UC Merced

Outstanding Students Honored

Verenize Arceo of Winton has represented UC Merced at the state Capitol, but her most recent achievement is closer to home.

The history major is among the 20 graduates in the Class of 2018 honored as Outstanding Students, an award bestowed by each school and presented at a reception hosted by their respective deans. To be considered, students must be eligible to graduate, have a grade-point average of 3.5 or higher and demonstrate leadership qualities and interest in research, community and campus engagement.

Arceo, who was nominated by her history professors, participated in the 2017 Summer Undergraduate Research Institute hosted by the Undergraduate Research Opportunities Center. She was also a UROC-H scholar funded by the Andrew Mellon Grant for research in the humanities, and she worked with the Center for Engaged Teaching and Learning’s SATAL Program. In the spring, Arceo was invited to Sacramento to showcase her work in uncovering a missing part of Merced County’s history – a Chinese community that was among its earliest settlers but is absent from history books.

Being named an Outstanding Student within the School of Social Sciences, Humanities and Arts (SSHA), she said, is even more meaningful.

Other SSHA honorees:

· Katrina B. Argamosa, global arts studies

· Natalie Frost, management and business economics

· Simerpreet Kaur, psychology

· Monica Perales, English

School of Engineering

One of the School of Engineering’s Outstanding Student honorees was also a student speaker at this year’s commencement. Eliezar Vigdorchik of Redwood City, a mechanical engineering major, worked in both the Thermal and Electrochemical Energy Lab (TEEL) and the Mechatronics, Embedded Systems and Automation (MESA) lab. He spent a year in the Society of Automotive Engineers and was a tutor in the Math Center.

Other engineering award winners:

· Mathew Nakaki, bioengineering

· Avery Berchek, computer science and engineering

· Armando Montanez, computer science and engineering

· Morgan Cooney, environmental engineering

· Lawrence Anderson, materials science and engineering

· Zhi Lu, mechanical engineering

School of Natural Sciences

Not many biology majors can boast viral recipes featured on Buzzfeed and Yahoo Food, but Merced’s Julia Alvarez can. She started as a business major with a small business selling baked goods — the recipes for which were shared widely online — before switching majors to biology. She’s looking forward to staying on at UC Merced, working with Professor Kirk Jensen in the Quantitative and Systems Biology graduate group.

Other Natural Sciences honorees:

· Josue Ramirez Bonilla, applied mathematics

· Luis Davila, Earth systems sciences

· Pablo Juarez, biological sciences

· Michael Spaeth, biological sciences

· Sandeep Sanghera, chemical sciences

· Kenny Veliz, biological sciences

· De Zhen Zhou, physics

Berhe Selected by National Academies to Serve as “New Voice” for Science

The National Academies of Sciences, Engineering and Medicine selected Professor Asmeret Asefaw Berhe to serve as an inaugural member of the Academies’ newest initiative — New Voices in Sciences, Engineering and Medicine.

Funded by a grant from the Gordon and Betty Moore Foundation, New Voices seeks to build a “national network of exceptional young leaders who have demonstrated a commitment to leadership and serving the SEM community through science policy, communication, education, outreach, international or interdisciplinary engagement, leadership development and other activities.”

Berhe was selected from a competitive field of several hundred candidates to serve as part of the very first 18-member New Voices peer group, which includes distinguished early-career SEM leaders from a variety of disciplines. Berhe joins the group as a soil biogeochemist whose research focuses on how changing environmental conditions affect vital soil processes. Her on-campus affiliations include the Life and Environmental Sciences Unit in the School of Natural Sciences, the nationally-ranked Environmental Systems Graduate Group and the Sierra Nevada Research Institute.

New Voices group members will work together to develop new ways to communicate science to address pressing challenges on the national and global stage.

“The program is motivated by the need to communicate science to broad audiences and promote scientists' engagement with policy makers, the public and other scientists,” Berhe said.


# INSTRUCTIONS TO FOLLOW:
Within the records, tally the lines that contain "horizontal" and reply with that number only.

# RECORDS FOR THIS TASK:
--- START ---
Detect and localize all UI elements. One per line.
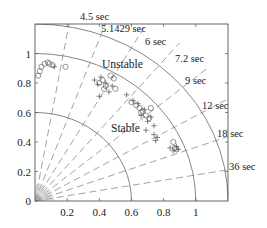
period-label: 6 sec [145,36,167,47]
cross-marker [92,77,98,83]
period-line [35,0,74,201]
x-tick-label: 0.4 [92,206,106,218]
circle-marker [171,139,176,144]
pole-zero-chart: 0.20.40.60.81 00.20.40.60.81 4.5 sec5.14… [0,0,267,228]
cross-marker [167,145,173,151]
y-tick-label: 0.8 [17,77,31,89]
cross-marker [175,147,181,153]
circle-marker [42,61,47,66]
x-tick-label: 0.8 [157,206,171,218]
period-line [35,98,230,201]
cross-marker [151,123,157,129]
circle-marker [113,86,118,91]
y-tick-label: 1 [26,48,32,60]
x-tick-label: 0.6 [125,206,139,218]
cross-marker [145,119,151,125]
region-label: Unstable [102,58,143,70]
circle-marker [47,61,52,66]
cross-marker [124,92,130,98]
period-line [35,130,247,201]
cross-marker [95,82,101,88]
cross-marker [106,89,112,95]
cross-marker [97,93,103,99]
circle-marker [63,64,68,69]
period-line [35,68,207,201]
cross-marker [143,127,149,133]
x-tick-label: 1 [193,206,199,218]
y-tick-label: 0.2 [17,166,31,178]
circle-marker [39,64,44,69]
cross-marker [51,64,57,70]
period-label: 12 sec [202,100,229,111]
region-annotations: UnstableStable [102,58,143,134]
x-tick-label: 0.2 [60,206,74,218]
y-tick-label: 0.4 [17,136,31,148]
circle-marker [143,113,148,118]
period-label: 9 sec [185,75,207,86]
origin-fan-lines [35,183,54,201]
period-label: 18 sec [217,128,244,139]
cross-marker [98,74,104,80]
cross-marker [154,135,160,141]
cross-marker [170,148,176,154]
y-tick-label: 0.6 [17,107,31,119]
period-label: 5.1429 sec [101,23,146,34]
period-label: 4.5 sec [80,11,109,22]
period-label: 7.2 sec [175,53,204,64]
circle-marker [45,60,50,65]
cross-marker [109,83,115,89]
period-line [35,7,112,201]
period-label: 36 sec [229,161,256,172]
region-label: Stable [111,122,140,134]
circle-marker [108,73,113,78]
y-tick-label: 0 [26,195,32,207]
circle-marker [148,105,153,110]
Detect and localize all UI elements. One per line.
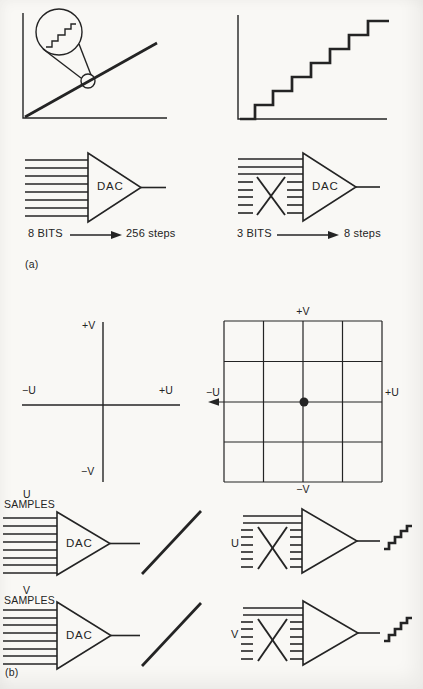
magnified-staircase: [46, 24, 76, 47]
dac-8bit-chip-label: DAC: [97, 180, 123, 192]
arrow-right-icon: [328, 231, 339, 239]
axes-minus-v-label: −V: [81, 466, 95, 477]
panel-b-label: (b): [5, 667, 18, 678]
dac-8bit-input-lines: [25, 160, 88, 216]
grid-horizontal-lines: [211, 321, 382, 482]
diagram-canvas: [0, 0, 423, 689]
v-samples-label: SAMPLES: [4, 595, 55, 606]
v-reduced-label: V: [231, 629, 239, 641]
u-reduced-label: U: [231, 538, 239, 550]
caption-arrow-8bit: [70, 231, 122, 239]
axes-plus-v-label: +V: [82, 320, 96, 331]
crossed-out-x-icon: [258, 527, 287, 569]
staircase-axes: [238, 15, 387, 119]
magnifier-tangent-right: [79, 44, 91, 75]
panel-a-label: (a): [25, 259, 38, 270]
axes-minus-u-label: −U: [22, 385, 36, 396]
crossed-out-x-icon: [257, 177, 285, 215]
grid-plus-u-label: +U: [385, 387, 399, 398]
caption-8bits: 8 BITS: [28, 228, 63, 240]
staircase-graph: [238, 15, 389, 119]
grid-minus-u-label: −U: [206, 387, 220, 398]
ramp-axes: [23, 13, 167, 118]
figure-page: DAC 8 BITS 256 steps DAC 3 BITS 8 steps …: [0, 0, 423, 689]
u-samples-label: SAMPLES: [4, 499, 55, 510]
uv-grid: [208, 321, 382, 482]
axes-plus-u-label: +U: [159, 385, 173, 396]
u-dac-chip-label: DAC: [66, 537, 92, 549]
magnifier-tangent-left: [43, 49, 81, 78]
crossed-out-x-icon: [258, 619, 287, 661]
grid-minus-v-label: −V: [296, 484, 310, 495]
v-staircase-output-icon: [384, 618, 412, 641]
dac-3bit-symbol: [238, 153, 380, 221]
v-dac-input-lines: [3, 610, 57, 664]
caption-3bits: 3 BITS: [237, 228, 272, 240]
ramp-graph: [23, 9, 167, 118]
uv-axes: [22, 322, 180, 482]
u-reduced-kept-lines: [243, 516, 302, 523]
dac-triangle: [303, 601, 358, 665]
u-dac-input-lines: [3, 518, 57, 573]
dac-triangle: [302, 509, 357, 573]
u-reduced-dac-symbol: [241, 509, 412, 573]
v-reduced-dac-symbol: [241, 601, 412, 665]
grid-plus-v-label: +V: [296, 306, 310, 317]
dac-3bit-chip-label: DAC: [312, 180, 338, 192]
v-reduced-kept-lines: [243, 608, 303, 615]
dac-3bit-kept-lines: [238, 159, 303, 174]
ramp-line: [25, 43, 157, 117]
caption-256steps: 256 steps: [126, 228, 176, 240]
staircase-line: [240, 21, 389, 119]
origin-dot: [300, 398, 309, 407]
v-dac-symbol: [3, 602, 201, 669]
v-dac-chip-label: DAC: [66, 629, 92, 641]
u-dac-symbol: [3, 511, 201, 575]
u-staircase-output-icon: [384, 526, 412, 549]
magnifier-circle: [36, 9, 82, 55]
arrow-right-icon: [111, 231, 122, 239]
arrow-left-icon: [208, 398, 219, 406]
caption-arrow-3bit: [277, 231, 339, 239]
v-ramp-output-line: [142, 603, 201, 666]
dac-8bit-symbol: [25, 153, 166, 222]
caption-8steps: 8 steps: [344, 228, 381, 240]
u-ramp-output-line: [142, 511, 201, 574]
--- END ---
--- START ---
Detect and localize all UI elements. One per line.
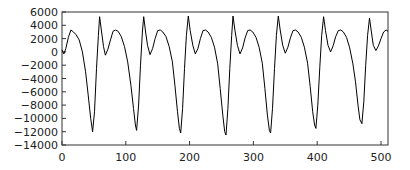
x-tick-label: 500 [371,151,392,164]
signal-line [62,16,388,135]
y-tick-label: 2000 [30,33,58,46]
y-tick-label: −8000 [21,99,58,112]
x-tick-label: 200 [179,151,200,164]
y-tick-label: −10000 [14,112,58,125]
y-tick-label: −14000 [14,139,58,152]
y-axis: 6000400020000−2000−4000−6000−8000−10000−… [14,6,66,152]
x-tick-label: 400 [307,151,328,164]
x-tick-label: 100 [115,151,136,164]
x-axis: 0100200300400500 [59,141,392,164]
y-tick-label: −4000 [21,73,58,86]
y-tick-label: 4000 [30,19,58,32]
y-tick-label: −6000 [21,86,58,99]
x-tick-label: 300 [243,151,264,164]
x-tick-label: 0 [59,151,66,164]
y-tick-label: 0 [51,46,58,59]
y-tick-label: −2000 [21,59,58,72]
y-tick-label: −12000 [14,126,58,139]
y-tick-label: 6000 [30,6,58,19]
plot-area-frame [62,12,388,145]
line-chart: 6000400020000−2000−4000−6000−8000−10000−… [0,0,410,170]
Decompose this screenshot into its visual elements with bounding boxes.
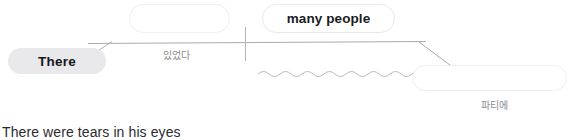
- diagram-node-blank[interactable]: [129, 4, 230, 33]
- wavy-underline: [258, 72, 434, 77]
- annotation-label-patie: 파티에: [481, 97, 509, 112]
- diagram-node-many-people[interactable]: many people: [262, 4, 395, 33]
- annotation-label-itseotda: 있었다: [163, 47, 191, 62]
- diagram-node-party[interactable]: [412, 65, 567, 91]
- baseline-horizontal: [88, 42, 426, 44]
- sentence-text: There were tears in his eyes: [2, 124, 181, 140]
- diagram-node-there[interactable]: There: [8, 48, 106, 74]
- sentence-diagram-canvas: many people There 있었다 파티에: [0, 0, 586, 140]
--- END ---
# PROBLEM SOLUTION:
2